Task instructions: Every line in the data below from the one containing "You are a GUI" down to the one containing "Task: Click on", both included, must be retyped exactly; no other line is to appear.

Source information:
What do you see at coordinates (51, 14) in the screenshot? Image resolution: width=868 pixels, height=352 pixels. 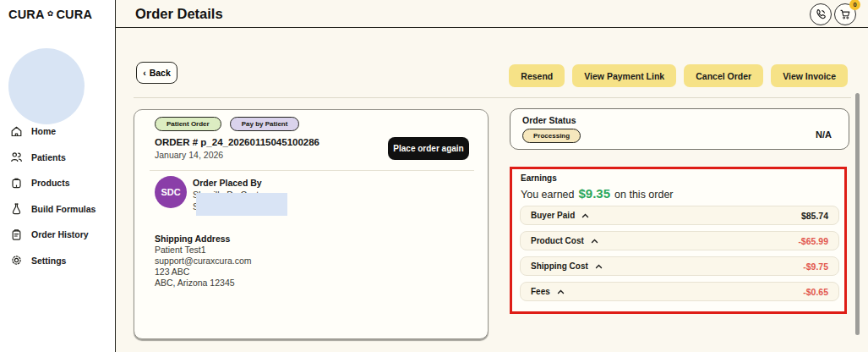 I see `brand-logo: CURA ✿ CURA` at bounding box center [51, 14].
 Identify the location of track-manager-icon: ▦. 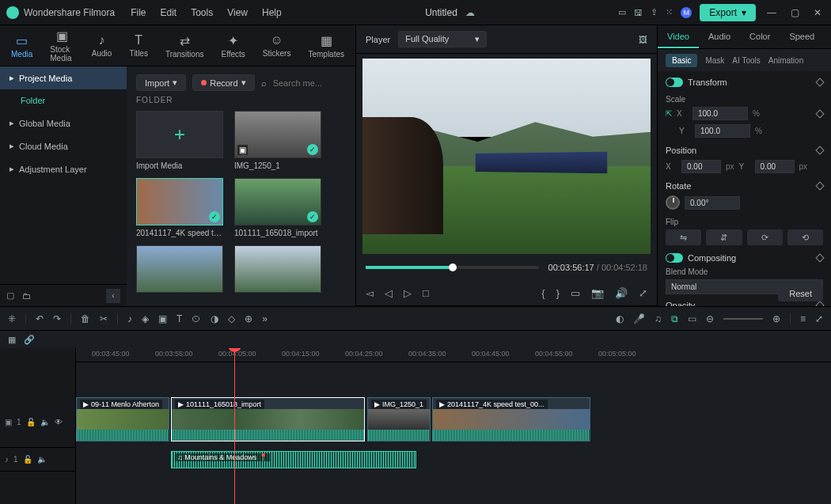
(12, 340).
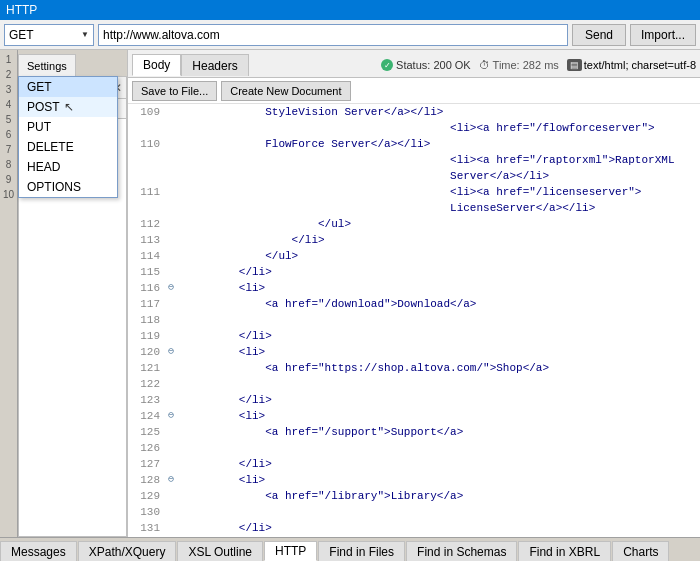 The image size is (700, 561). What do you see at coordinates (434, 65) in the screenshot?
I see `status-text: Status: 200 OK` at bounding box center [434, 65].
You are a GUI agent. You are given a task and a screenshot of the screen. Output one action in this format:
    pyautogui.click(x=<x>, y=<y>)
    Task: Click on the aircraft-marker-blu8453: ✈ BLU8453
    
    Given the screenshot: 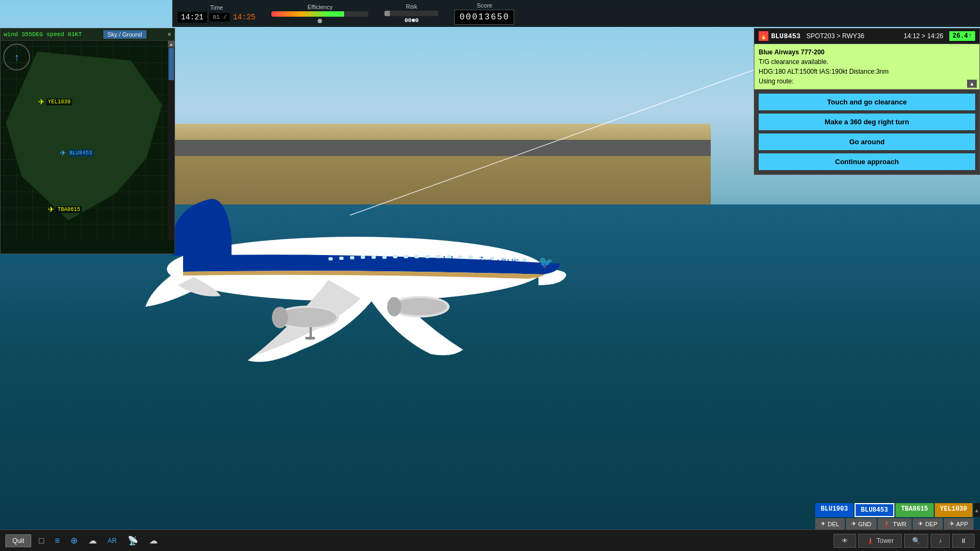 What is the action you would take?
    pyautogui.click(x=76, y=153)
    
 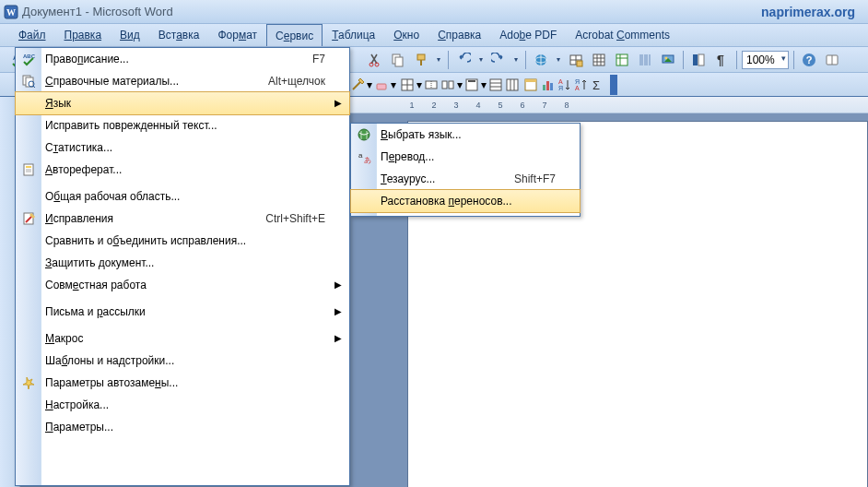 I want to click on menu-item-fix-text: Исправить поврежденный текст..., so click(x=182, y=125).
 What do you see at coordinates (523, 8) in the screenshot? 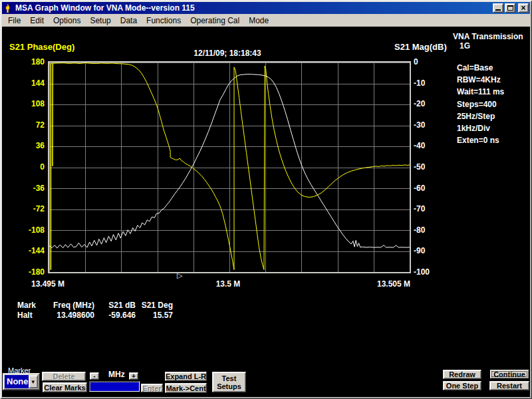
I see `close-button: ×` at bounding box center [523, 8].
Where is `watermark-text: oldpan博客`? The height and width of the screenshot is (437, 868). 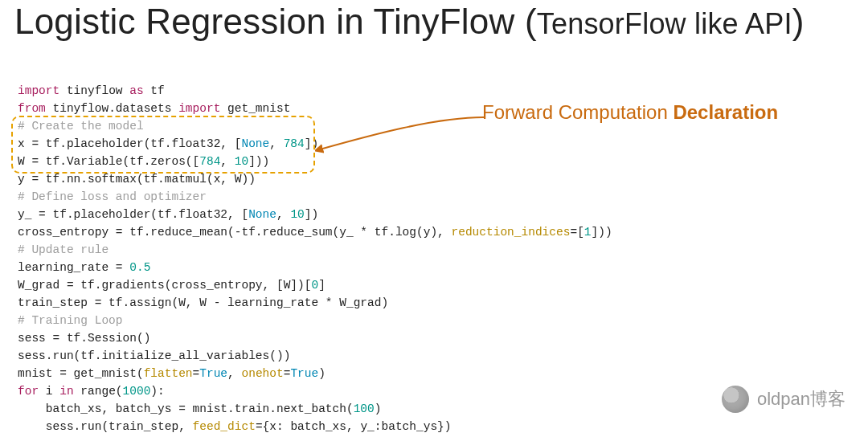 watermark-text: oldpan博客 is located at coordinates (801, 399).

Output below:
You are a GUI agent. You are given a task and a screenshot of the screen. Output one action in this format:
    pyautogui.click(x=<x>, y=<y>)
    Task: Click on the aircraft-marker-blu8453: ✈ BLU8453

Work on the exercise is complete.